"In a move that gives pro-life advocates more time to organize, Senate Majority Leader Harry Reid said Thursday that the Senate will not vote on a health care restructuring bill until September. The pro-life community is concerned the bill could lead to massive taxpayer funding of abortion and coverage mandates.
Despite a nationally televised press conference featuring pro-abortion President Barack Obama pleading for a vote before the August recess, Reid says the Senate will wait.
“It’s a complex, difficult issue,” Reid said. “I think it’s better to have a product that is one based on quality and thoughtfulness rather than pushing something through.”
He said members of the Senate Finance Committee would approve the bill, that will be combined with one the Senate HELP Committee already approved, without pro-life amendments to limit abortion funding and coverage.

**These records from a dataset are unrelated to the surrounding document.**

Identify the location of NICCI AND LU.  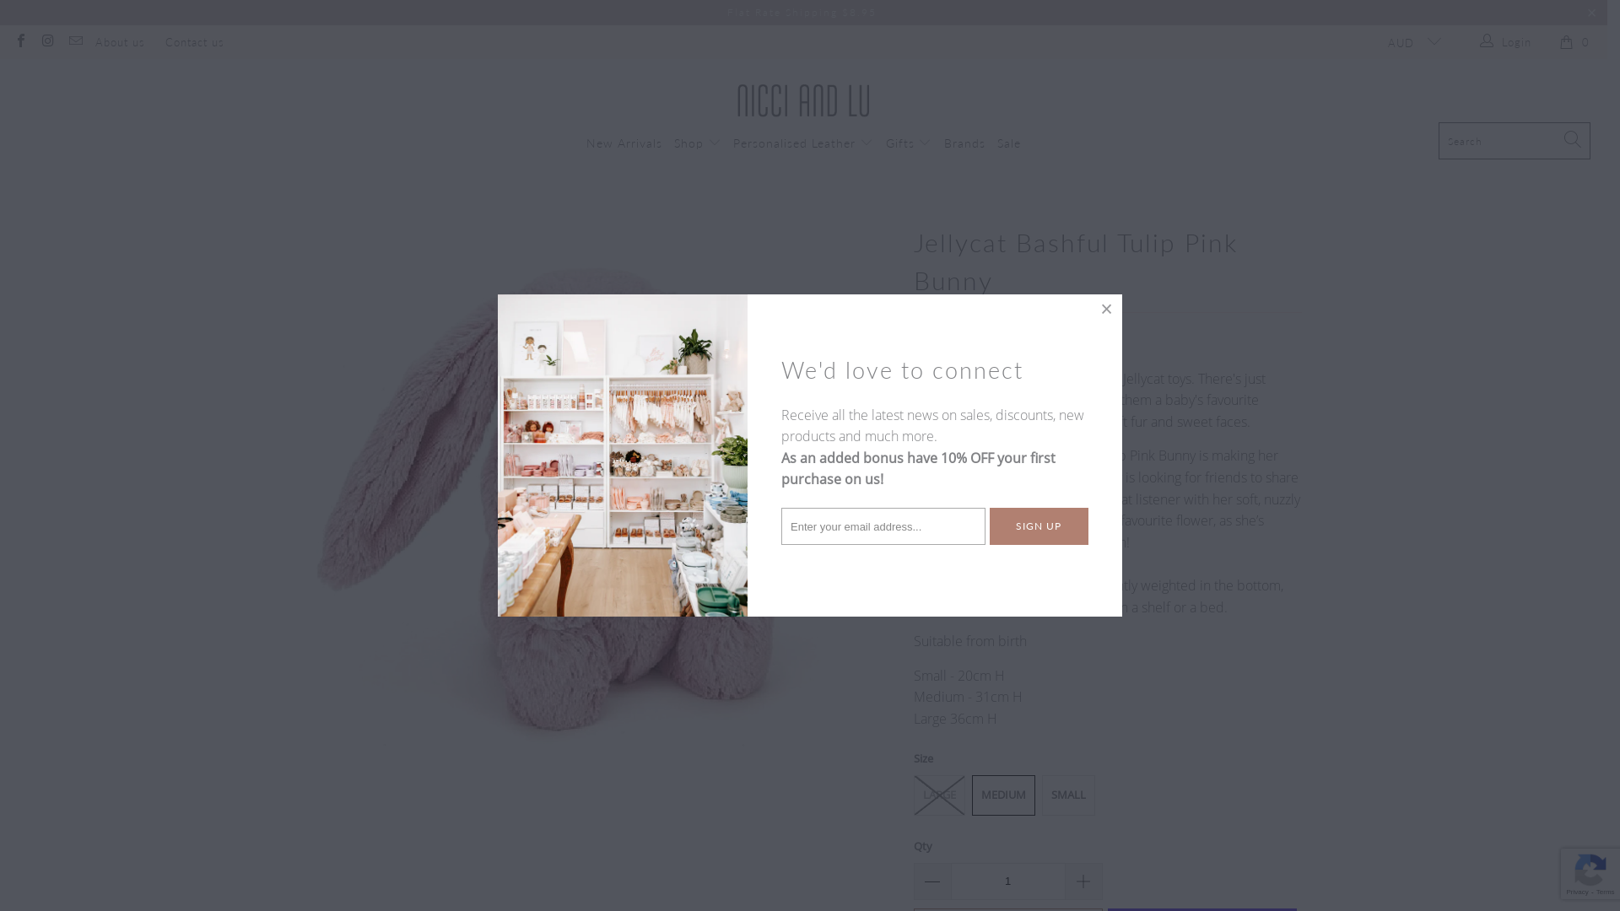
(803, 94).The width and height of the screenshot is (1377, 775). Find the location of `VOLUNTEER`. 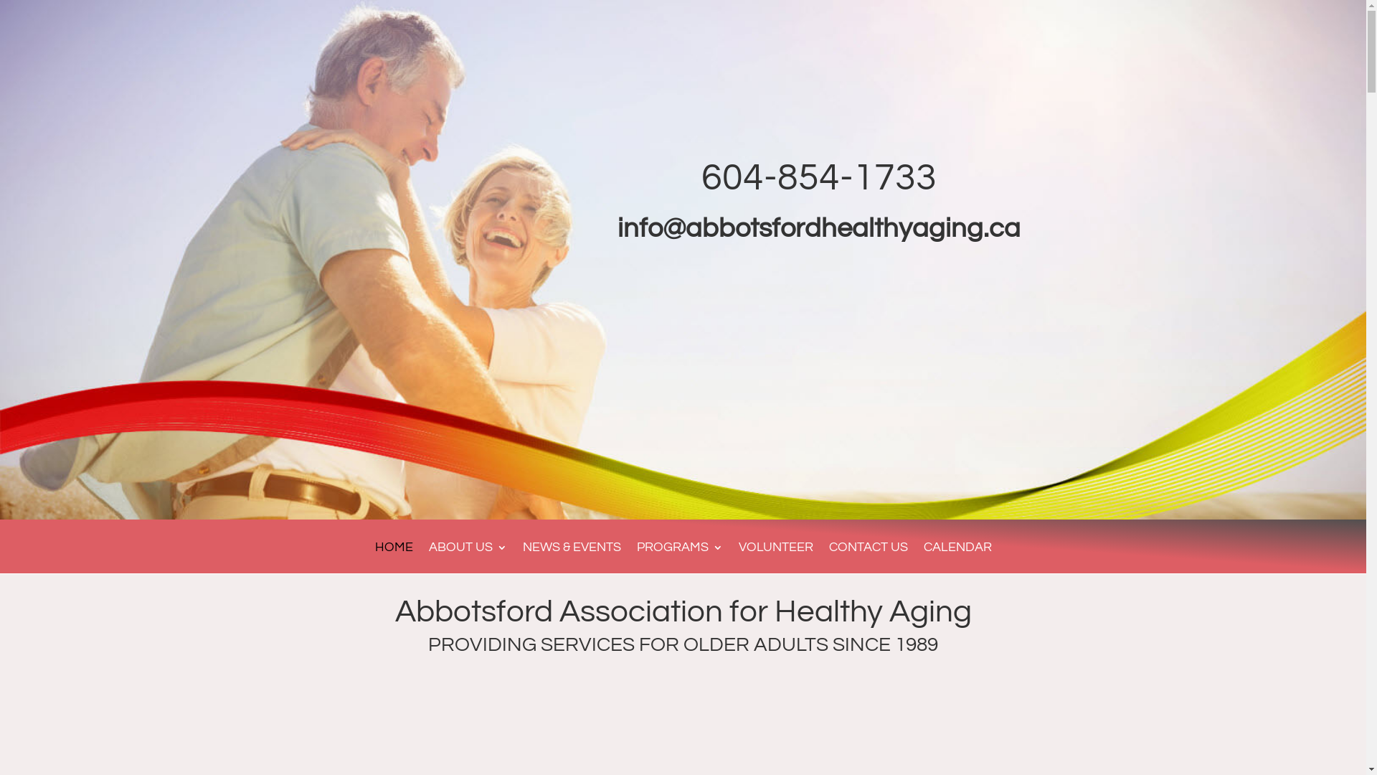

VOLUNTEER is located at coordinates (776, 558).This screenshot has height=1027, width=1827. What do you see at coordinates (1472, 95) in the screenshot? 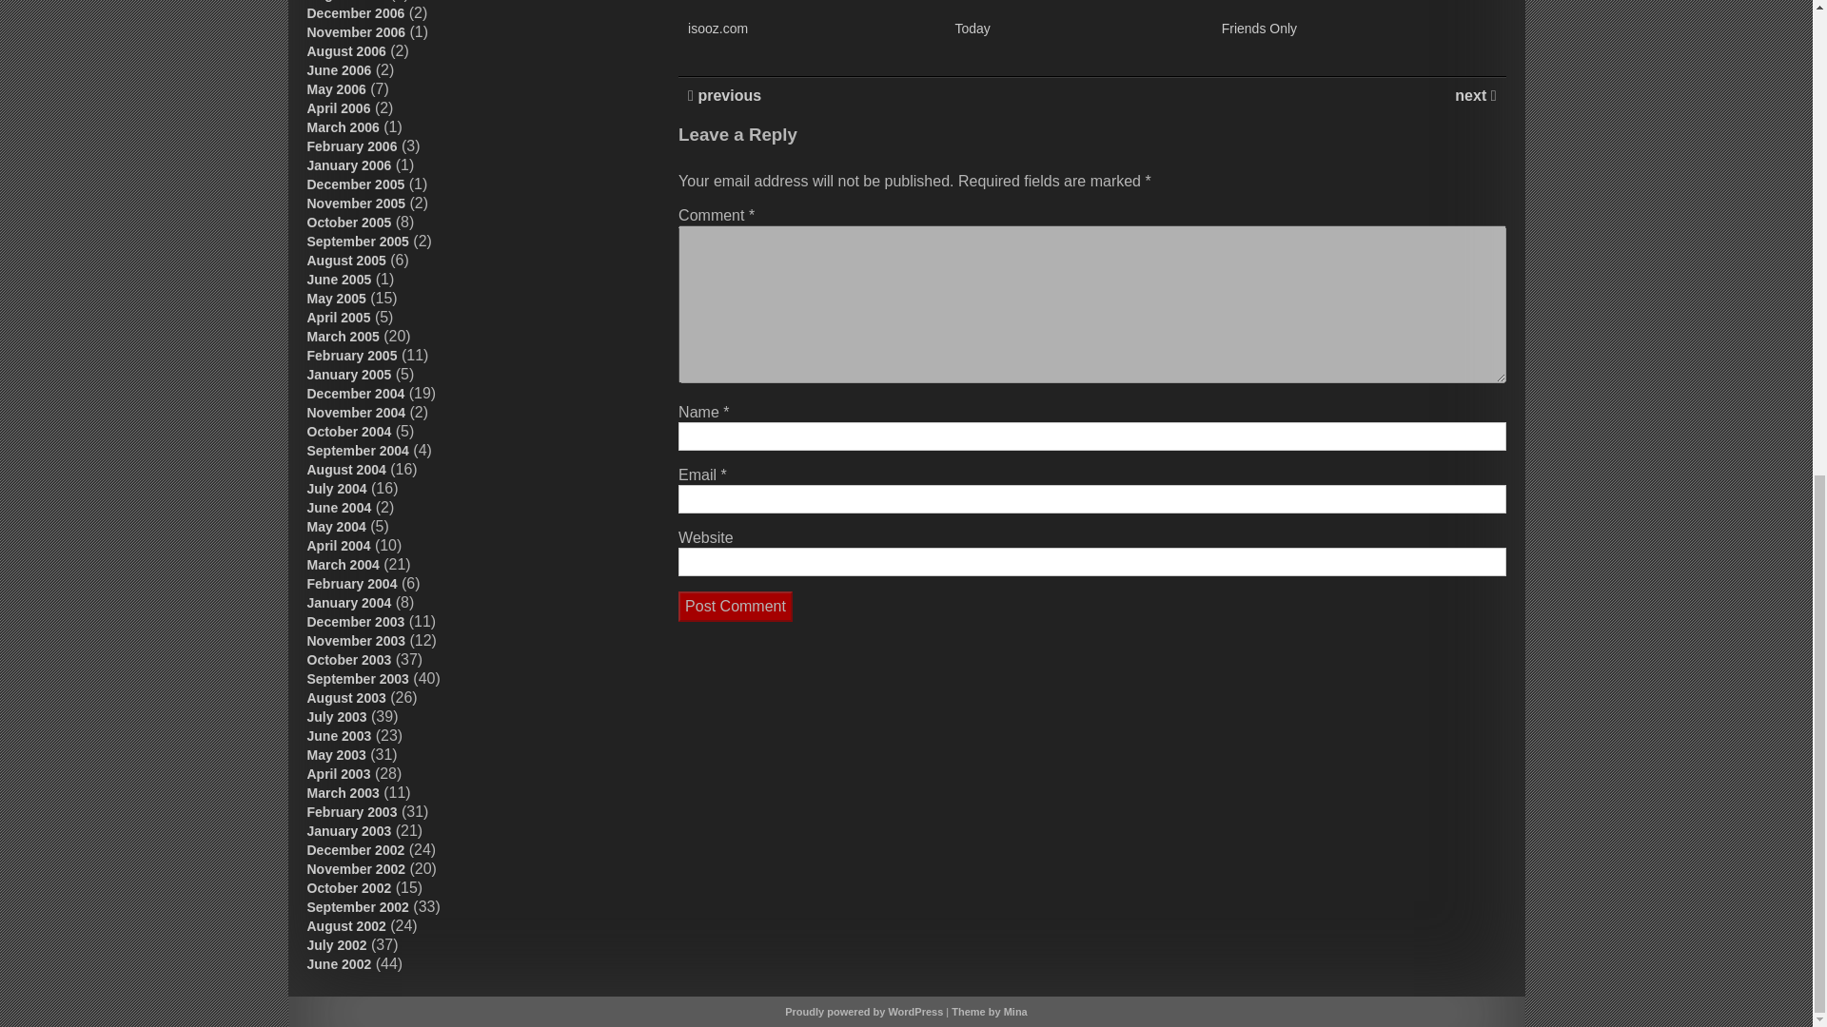
I see `next` at bounding box center [1472, 95].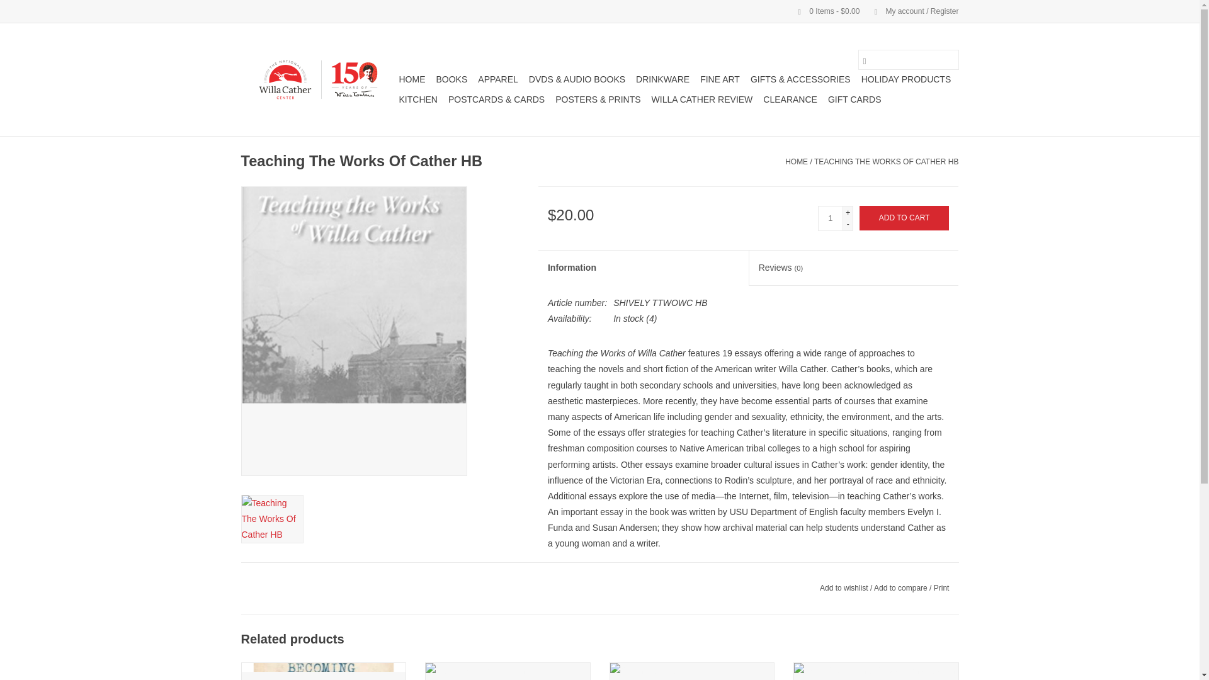 This screenshot has width=1209, height=680. What do you see at coordinates (905, 79) in the screenshot?
I see `HOLIDAY PRODUCTS` at bounding box center [905, 79]. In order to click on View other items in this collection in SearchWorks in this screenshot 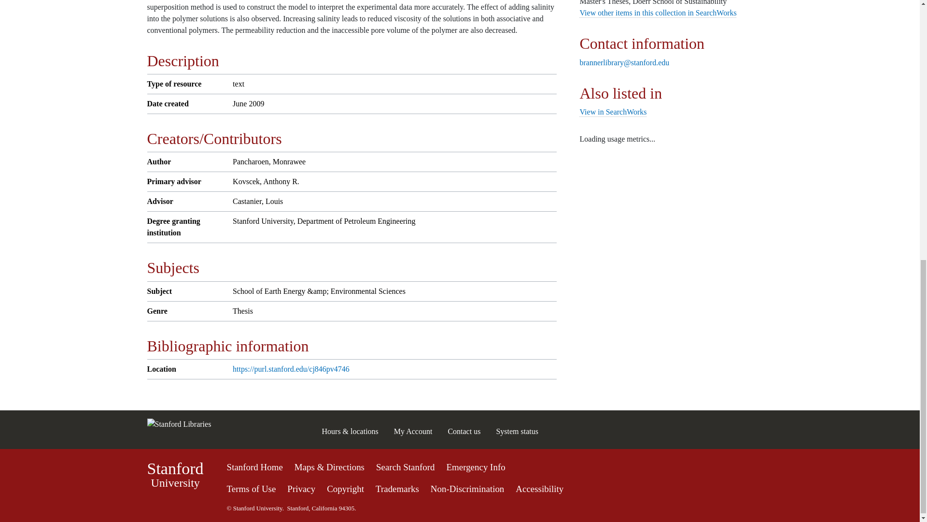, I will do `click(658, 13)`.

However, the debate has been so contentious that the panel may not approve the bill in time.
"The decision was made to give them more time and I don't think it's unreasonable," he said of the efforts by Republicans and Finance chairman, Sen. Max Baucus, to work on some compromise language.
Reid appeared to admit that growing opposition to the government-run health care plan and its abortion component is hampering his effort to find votes. His move will put pressure on pro-abortion House Speaker Nancy Pelosi to back down from her insistent pledge to move a health care bill before the traditional August recess.
Pelosi told reporters that the House could work into the August recess to pass a bill.
"I'm not afraid of August. It's a month," Pelosi said. "What I am interested in is the sooner the better to pass [the bill.] We will take the bill to the floor when it is ready and when it is ready we will have the votes to pass it."
That comment comes as a top pro-life Democrat, Rep. Bart Stupak of Michigan, says he has enough votes to disrupt the vote on the bill or the rules allowing debate on it if it does not include language specifically excluding abortion funding and coverage.
Reid's decision upset key abortion stalwarts like Sen. Tom Harkin, an Iowa Democrat who blasted Baucus' panel saying, "The Finance Committee keeps dragging their feet and dragging their feet and dragging their feet. It's time for them to fish or cut bait."
Baucus said today that he hopes his panel will debate the bill, which could include numerous pro-life amendments, on the week of August 3.
At the same time, nine Democrats in the Senate have drafted a letter urging Baucus to wait and work on drafting a better bill.
When the Senate HELP committee adopted its version of the health care bill, the Senate panel voted to include abortions.
The panel's vote came after all of the committee's Democrats, minus Sen. Bob Casey, defeated four separate amendments to make the bill abortion neutral.
The panel defeated an amendment from Sen. Mike Enzi of Wyoming to remove the "abortion mandate" from the health care bill and another from Sen. Orrin Hatch of Utah to remove the abortion subsidies.
The committee also rejected an amendment from Sen. Tom Coburn of Oklahoma to protect state laws limiting abortions and abortion funding from being nullified by federal law under the health care bill and a second that would protect the conscience rights of health care workers.
"The Senate committee's action in rejecting four pro-life amendments is just one more proof that the Democratic health-care bills currently under consideration represent the biggest pro-abortion power grab since Roe v. Wade," Douglas Johnson of National Right to Life told LifeNews.com at the time.
"These bills contain provisions that will result in mandates that virtually all health plans pay for abortion and that virtually all health networks establish abortion providers. They will provide federal funding for abortion on demand, and nullify state laws regulating abortion," he continued."
This is welcomed news but the fight to stop this Administration's pro-abortion agenda is by no means over.